The decision to cut short a week of scheduled vacation marked the first major effort by the president to respond publicly to a diplomatic, humanitarian and political crisis after Afghanistan fell Sunday into Taliban hands.

Until now, Biden had remained out of public view, relying on top aides to appear on the network morning shows to defend what even political allies are describing as the administration’s disastrous pullout from the country.

Just a month after Biden told reporters it was “unlikely” the Taliban would overtake the country, national security adviser Jake Sullivan acknowledged it had done just that.

“The speed with which cities fell was much greater than anyone anticipated,” Sullivan said on NBC’s “Today” show, even as he put the onus on Afghans to defend their own country after 20 years of American involvement.

“Despite the fact that we spent 20 years and tens of billions of dollars to give the best equipment, the best training and the best capacity to the Afghan national security forces, we could not give them the will,” he continued. “And they ultimately decided they would not fight for Kabul and they would not fight for the country ... that opened the door for the Taliban to come into Kabul very rapidly.”

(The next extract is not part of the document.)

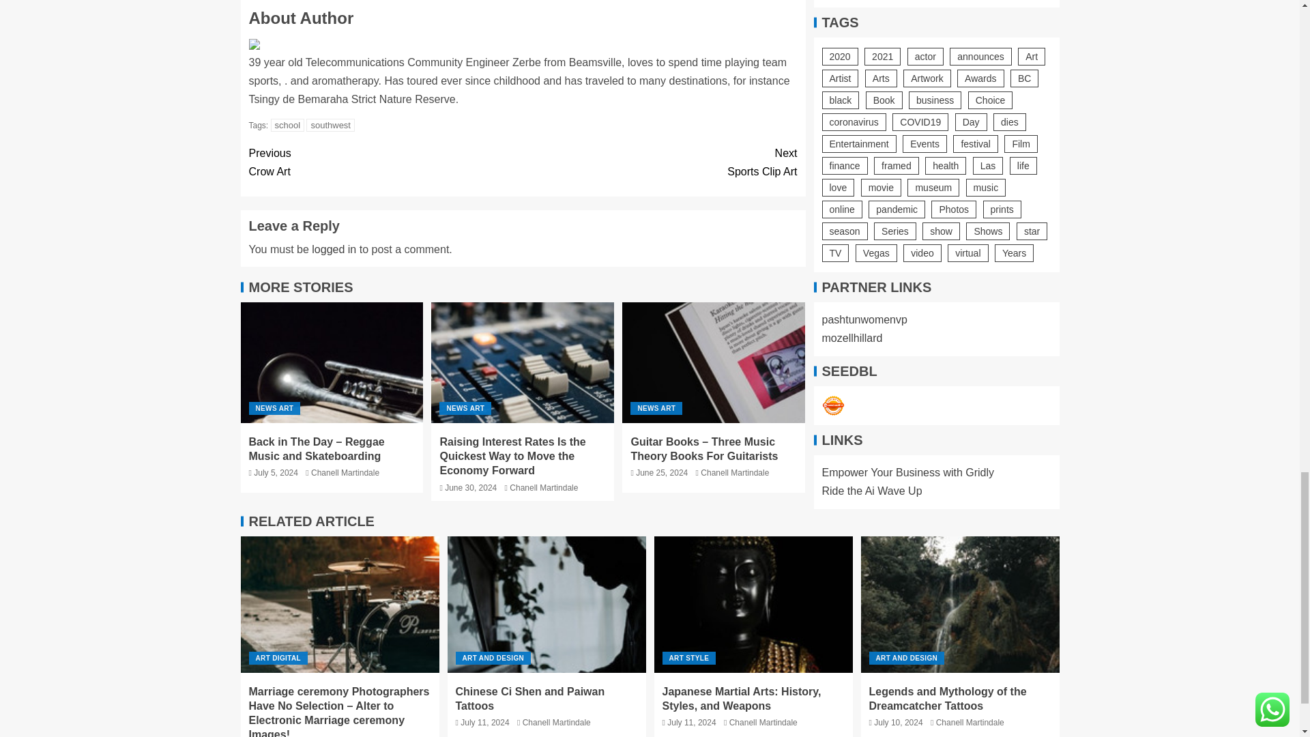  Describe the element at coordinates (334, 249) in the screenshot. I see `school` at that location.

Biden’s relative invisibility during a major crisis has drawn sharp criticism from Republicans and even many Democrats, who have called on the administration to do more to reassure the public and to follow through on Biden’s commitment to help the Afghans who aided the U.S. effort.

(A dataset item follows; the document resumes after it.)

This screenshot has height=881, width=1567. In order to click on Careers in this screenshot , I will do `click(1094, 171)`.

Rep. Seth Moulton, D-Mass., an Iraq combat veteran, said calling Afghanistan’s fall “anything short of a disaster would be dishonest” and urged the White House to expedite the evacuation of vulnerable Afghans. “I’ve have been calling on the administration to evacuate our allies immediately — not wait for paperwork, for shaky agreements with third countries, or for time to make it look more ‘orderly.’”

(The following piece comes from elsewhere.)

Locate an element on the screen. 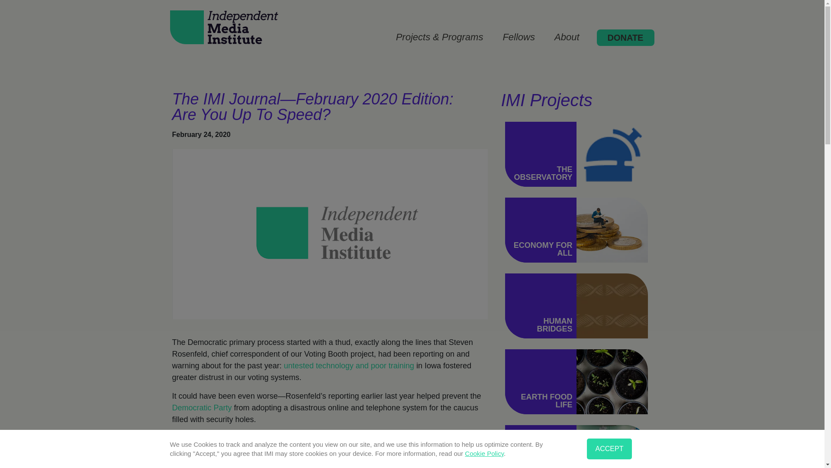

Several Republicans, while acknowledging the role the Trump administration played in signing an agreement with the Taliban last year to begin the process of withdrawing U.S. forces, seized on the opportunity to blister Biden, who has been relatively impervious to their partisan attacks.

“While President Joe Biden cowers at Camp David, the Taliban are humiliating America,” said Sen. Ben Sasse, R-Neb., who disagreed with Biden’s decision to end the war. “The retreat from Afghanistan is our worst foreign-policy disaster in a generation.”



Robert Gibbs, a former White House press secretary in the Obama administration, urged Biden to address the nation “very soon.” In a tweet, he said: “Imperative for the President to speak to the nation and the world. He must lay out again the reasoning behind his decisions, how he sees the future of this region & what must be done to prevent another safe haven for al-Qaeda to plan attacks.”

The 6,000 U.S. forces Biden deployed back to Kabul over the weekend for a rescue mission, according to the State Department and the Pentagon, were primarily concerned with the evacuation of American citizens and embassy personnel, stranding at least for the moment the tens of thousands of vulnerable Afghans who served alongside U.S. forces, those Biden promised would not be left behind. On Sunday, Afghan President Ashraf Ghani fled the country, and the Taliban occupied the presidential palace, culminating its lightning takeover of the nation.

Pentagon spokesman John Kirby said Monday that the U.S. would give refuge to 30,000 of them, although airlifting them to safety — something advocates have been seeking for months — is only starting to ramp up.

In interviews over the weekend, senior administration officials said the swift collapse of Afghan forces — after two decades of intense support from the U.S. government — affirmed Biden’s belief that more time and resources would not have been well spent in Afghanistan.

But they struggled to explain what they acknowledged was a botched pullout, which has led to the kinds of chaotic, heart-wrenching scenes Americans remember well from Vietnam and that Biden himself said were unlikely.

“There’s going to be no circumstance where you see people being lifted off the roof of an embassy of the U.S. in Afghanistan,” Biden told reporters last month. On Sunday, however, U.S. helicopters were photographed swooping into the U.S. Embassy in Kabul to rescue diplomats and ferry them to the city’s international airport for evacuation.

On Monday, while Biden remained out of view at Camp David, Americans awoke to stunning video images of desperate Afghans running alongside and clinging to a massive C-130 aircraft as it rumbled down the airport’s tarmac before taking off. The chaos at Kabul’s airport could jeopardize the rescue operation if U.S. forces are unable to better control the crowds.

Biden, who aides said would address the situation in the coming days, was seen Sunday only in a photo tweeted out by the White House that showed him sitting alone at a long conference table, participating in a teleconference with senior administration officials.

Biden was at Camp David over the weekend because he rearranged a week of planned vacation last week to return to the White House to take a victory lap after the Senate voted to pass his infrastructure plan.